“They fought as suits the English breed”?
Today the grave of the two British soldiers killed at Concord’s North Bridge (and part of one soldier killed in Lincoln) is in Minute Man National Historical Park. The town of Concord began the process of preserving it, so it’s well marked. There are regular ceremonies to remember those men.
Among the markers is one engraved with lines that James Russell Lowell (1819–1891) wrote after seeing the site and published in The Anti-Slavery Standard in March 1849.
The full poem has more to say about Americans than British, and reflects Lowell’s ideas of race, historical progress, and his own New England heritage:
Among the markers is one engraved with lines that James Russell Lowell (1819–1891) wrote after seeing the site and published in The Anti-Slavery Standard in March 1849.
The full poem has more to say about Americans than British, and reflects Lowell’s ideas of race, historical progress, and his own New England heritage:
LINES
Suggested by the Graves of Two English Soldiers on Concord Battle-ground.

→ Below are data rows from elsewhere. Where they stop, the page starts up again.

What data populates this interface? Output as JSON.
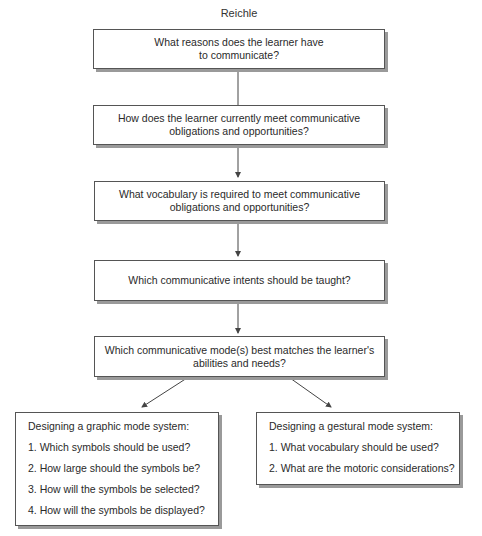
{
  "title": "Reichle",
  "flow": [
    {
      "id": "reasons",
      "lines": [
        "What reasons does the learner have",
        "to communicate?"
      ]
    },
    {
      "id": "current",
      "lines": [
        "How does the learner currently meet communicative",
        "obligations and opportunities?"
      ]
    },
    {
      "id": "vocabulary",
      "lines": [
        "What vocabulary is required to meet communicative",
        "obligations and opportunities?"
      ]
    },
    {
      "id": "intents",
      "lines": [
        "Which communicative intents should be taught?"
      ]
    },
    {
      "id": "mode",
      "lines": [
        "Which communicative mode(s) best matches the learner's",
        "abilities and needs?"
      ]
    }
  ],
  "branches": {
    "graphic": {
      "heading": "Designing a graphic mode system:",
      "items": [
        "1. Which symbols should be used?",
        "2. How large should the symbols be?",
        "3. How will the symbols be selected?",
        "4. How will the symbols be displayed?"
      ]
    },
    "gestural": {
      "heading": "Designing a gestural mode system:",
      "items": [
        "1. What vocabulary should be used?",
        "2. What are the motoric considerations?"
      ]
    }
  },
  "colors": {
    "border": "#555555",
    "shadow": "#9a9a9a",
    "text": "#2a2a2a",
    "arrow": "#444444"
  }
}
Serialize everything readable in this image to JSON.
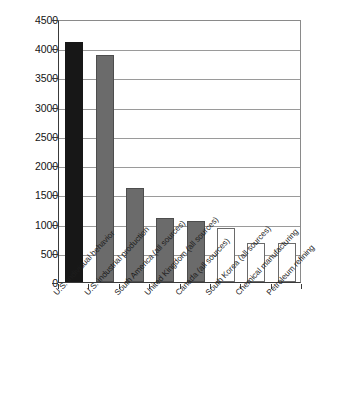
{
  "chart_data": {
    "type": "bar",
    "title": "",
    "subtitle": "",
    "xlabel": "",
    "ylabel": "",
    "ylim": [
      0,
      4500
    ],
    "ytick_step": 500,
    "yticks": [
      0,
      500,
      1000,
      1500,
      2000,
      2500,
      3000,
      3500,
      4000,
      4500
    ],
    "grid": true,
    "legend": "none",
    "categories": [
      "U.S. individual behavior",
      "U.S. industrial production",
      "South America (all sources)",
      "United Kingdom (all sources)",
      "Canada (all sources)",
      "South Korea (all sources)",
      "Chemical manufacturing",
      "Petroleum refining"
    ],
    "values": [
      4100,
      3880,
      1600,
      1100,
      1040,
      920,
      660,
      660
    ],
    "bar_colors": [
      "#171717",
      "#6b6b6b",
      "#6b6b6b",
      "#6b6b6b",
      "#6b6b6b",
      "#ffffff",
      "#ffffff",
      "#ffffff"
    ],
    "bar_styles": [
      "black",
      "gray",
      "gray",
      "gray",
      "gray",
      "white",
      "white",
      "white"
    ]
  },
  "colors": {
    "black_bar": "#171717",
    "gray_bar": "#6b6b6b",
    "white_bar": "#ffffff",
    "axis": "#3a3a3a",
    "grid": "#9a9a9a",
    "background": "#ffffff"
  }
}
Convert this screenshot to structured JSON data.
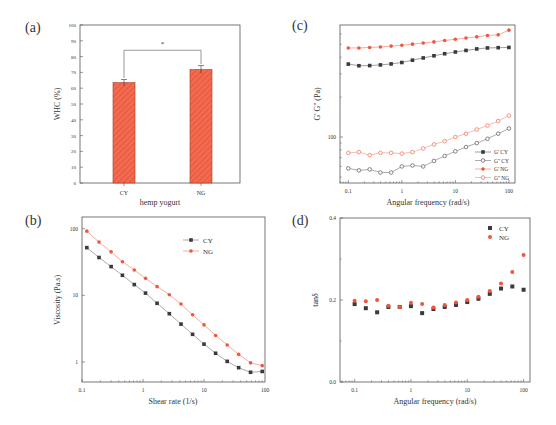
{
  "colors": {
    "cy": "#3a3a3a",
    "ng": "#f0563a",
    "bar": "#f26a4f",
    "axis": "#555555"
  },
  "chart_data": [
    {
      "panel": "(a)",
      "type": "bar",
      "title": "",
      "xlabel": "hemp yogurt",
      "ylabel": "WHC (%)",
      "ylim": [
        0,
        100
      ],
      "yticks": [
        0,
        10,
        20,
        30,
        40,
        50,
        60,
        70,
        80,
        90,
        100
      ],
      "categories": [
        "CY",
        "NG"
      ],
      "values": [
        63.5,
        71.8
      ],
      "errors": [
        2,
        2.5
      ],
      "annotation": "*",
      "pattern": "hatched"
    },
    {
      "panel": "(b)",
      "type": "line",
      "xlabel": "Shear rate (1/s)",
      "ylabel": "Viscosity (Pa.s)",
      "xscale": "log",
      "yscale": "log",
      "xlim": [
        0.1,
        100
      ],
      "ylim": [
        0.5,
        150
      ],
      "xticks": [
        "0.1",
        "1",
        "10",
        "100"
      ],
      "yticks": [
        "1",
        "10",
        "100"
      ],
      "legend": [
        "CY",
        "NG"
      ],
      "x": [
        0.12,
        0.19,
        0.3,
        0.46,
        0.72,
        1.1,
        1.7,
        2.7,
        4.2,
        6.5,
        10,
        15.5,
        24,
        37,
        58,
        90
      ],
      "series": [
        {
          "name": "CY",
          "values": [
            52,
            37,
            27,
            20,
            14.5,
            10.8,
            7.6,
            5.3,
            3.7,
            2.6,
            1.85,
            1.35,
            1.02,
            0.82,
            0.7,
            0.72
          ]
        },
        {
          "name": "NG",
          "values": [
            92,
            63,
            45,
            32,
            24,
            18,
            13.5,
            10.2,
            7.4,
            5.1,
            3.6,
            2.5,
            1.8,
            1.3,
            0.97,
            0.88
          ]
        }
      ]
    },
    {
      "panel": "(c)",
      "type": "line",
      "xlabel": "Angular frequency (rad/s)",
      "ylabel": "G' G'' (Pa)",
      "xscale": "log",
      "yscale": "log",
      "xticks": [
        "0.1",
        "1",
        "10",
        "100"
      ],
      "yticks": [
        "100"
      ],
      "legend": [
        "G' CY",
        "G'' CY",
        "G' NG",
        "G'' NG"
      ],
      "x": [
        0.1,
        0.158,
        0.251,
        0.398,
        0.631,
        1,
        1.58,
        2.51,
        3.98,
        6.31,
        10,
        15.8,
        25.1,
        39.8,
        63.1,
        100
      ],
      "series": [
        {
          "name": "G' CY",
          "marker": "filled-square",
          "values": [
            355,
            345,
            346,
            350,
            356,
            365,
            380,
            395,
            410,
            425,
            438,
            450,
            462,
            470,
            472,
            474
          ]
        },
        {
          "name": "G'' CY",
          "marker": "open-circle",
          "values": [
            58,
            56,
            57,
            54,
            54,
            60,
            61,
            60,
            66,
            72,
            78,
            84,
            90,
            97,
            106,
            116
          ]
        },
        {
          "name": "G' NG",
          "marker": "filled-circle",
          "values": [
            470,
            470,
            474,
            478,
            485,
            493,
            502,
            512,
            522,
            535,
            546,
            558,
            570,
            584,
            590,
            640
          ]
        },
        {
          "name": "G'' NG",
          "marker": "open-circle",
          "values": [
            76,
            77,
            73,
            76,
            76,
            75,
            77,
            82,
            88,
            93,
            100,
            106,
            114,
            122,
            132,
            145
          ]
        }
      ]
    },
    {
      "panel": "(d)",
      "type": "scatter",
      "xlabel": "Angular frequency (rad/s)",
      "ylabel": "tanδ",
      "xscale": "log",
      "ylim": [
        0.0,
        0.4
      ],
      "xticks": [
        "0.1",
        "1",
        "10",
        "100"
      ],
      "yticks": [
        "0.0",
        "0.2",
        "0.4"
      ],
      "legend": [
        "CY",
        "NG"
      ],
      "x": [
        0.1,
        0.158,
        0.251,
        0.398,
        0.631,
        1,
        1.58,
        2.51,
        3.98,
        6.31,
        10,
        15.8,
        25.1,
        39.8,
        63.1,
        100
      ],
      "series": [
        {
          "name": "CY",
          "values": [
            0.19,
            0.18,
            0.17,
            0.183,
            0.183,
            0.185,
            0.168,
            0.178,
            0.183,
            0.188,
            0.195,
            0.203,
            0.215,
            0.228,
            0.233,
            0.225
          ]
        },
        {
          "name": "NG",
          "values": [
            0.198,
            0.197,
            0.2,
            0.186,
            0.183,
            0.193,
            0.19,
            0.182,
            0.188,
            0.194,
            0.2,
            0.208,
            0.222,
            0.24,
            0.268,
            0.31
          ]
        }
      ]
    }
  ],
  "panels": {
    "a": {
      "label": "(a)",
      "xlabel": "hemp yogurt",
      "ylabel": "WHC (%)",
      "sig": "*"
    },
    "b": {
      "label": "(b)",
      "xlabel": "Shear rate (1/s)",
      "ylabel": "Viscosity (Pa.s)",
      "legend": [
        "CY",
        "NG"
      ]
    },
    "c": {
      "label": "(c)",
      "xlabel": "Angular frequency (rad/s)",
      "ylabel": "G' G'' (Pa)",
      "legend": [
        "G' CY",
        "G'' CY",
        "G' NG",
        "G'' NG"
      ]
    },
    "d": {
      "label": "(d)",
      "xlabel": "Angular frequency (rad/s)",
      "ylabel": "tanδ",
      "legend": [
        "CY",
        "NG"
      ]
    }
  }
}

The same good blood that now refills
The dotard Orient’s shrunken veins,
The same whose vigor westward thrills,
Bursting Nevada’s silver chains,
Poured here upon the April grass,
Freckled with red the herbage new;
On reeled the battle’s trampling mass,
Back to the ash the bluebird flew.
Poured here in vain;—that sturdy blood
Was meant to make the earth more green,
But in a higher, gentler mood
Than broke this April noon serene;
Two graves are here: to mark the place,
At head and foot, an unhewn stone,
O’er which the herald lichens trace
The blazon of Oblivion.
These men were brave enough, and true
To the hired soldier’s bull-dog creed;
What brought them here they never knew,
They fought as suits the English breed:
They came three thousand miles, and died,
To keep the Past upon its throne;
Unheard, beyond the ocean tide,
Their English mother made her moan.
The turf that covers them no thrill
Sends up to fire the heart and brain;
No stronger purpose nerves the will,
No hope renews its youth again:
From farm to farm the Concord glides,
And trails my fancy with its flow;
O’erhead the balanced hen-hawk slides,
Twinned in the river’s heaven below.
But go, whose Bay State bosom stirs,
Proud of thy birth and neighbor’s right,
Where sleep the heroic villagers
Borne red and stiff from Concord fight;
Thought Reuben, snatching down his gun,
Or Seth, as ebbed the life away,
What earthquake rifts would shoot and run
World-wide from that short April fray?
What then? With heart and hand they wrought,
According to their village light;
’T was for the Future that they fought,
Their rustic faith in what was right.
Upon earth’s tragic stage they burst
Unsummoned, in the humble sock;
Theirs the fifth act; the curtain first
Rose long ago on Charles’s block.
Their graves have voices: if they threw
Dice charged with fates beyond their ken,
Yet to their instincts they were true,
And had the genius to be men.
Fine privilege of Freedom’s host,
Of even foot-soldiers for the Right!—
For centuries dead, ye are not lost,
Your graves send courage forth, and might.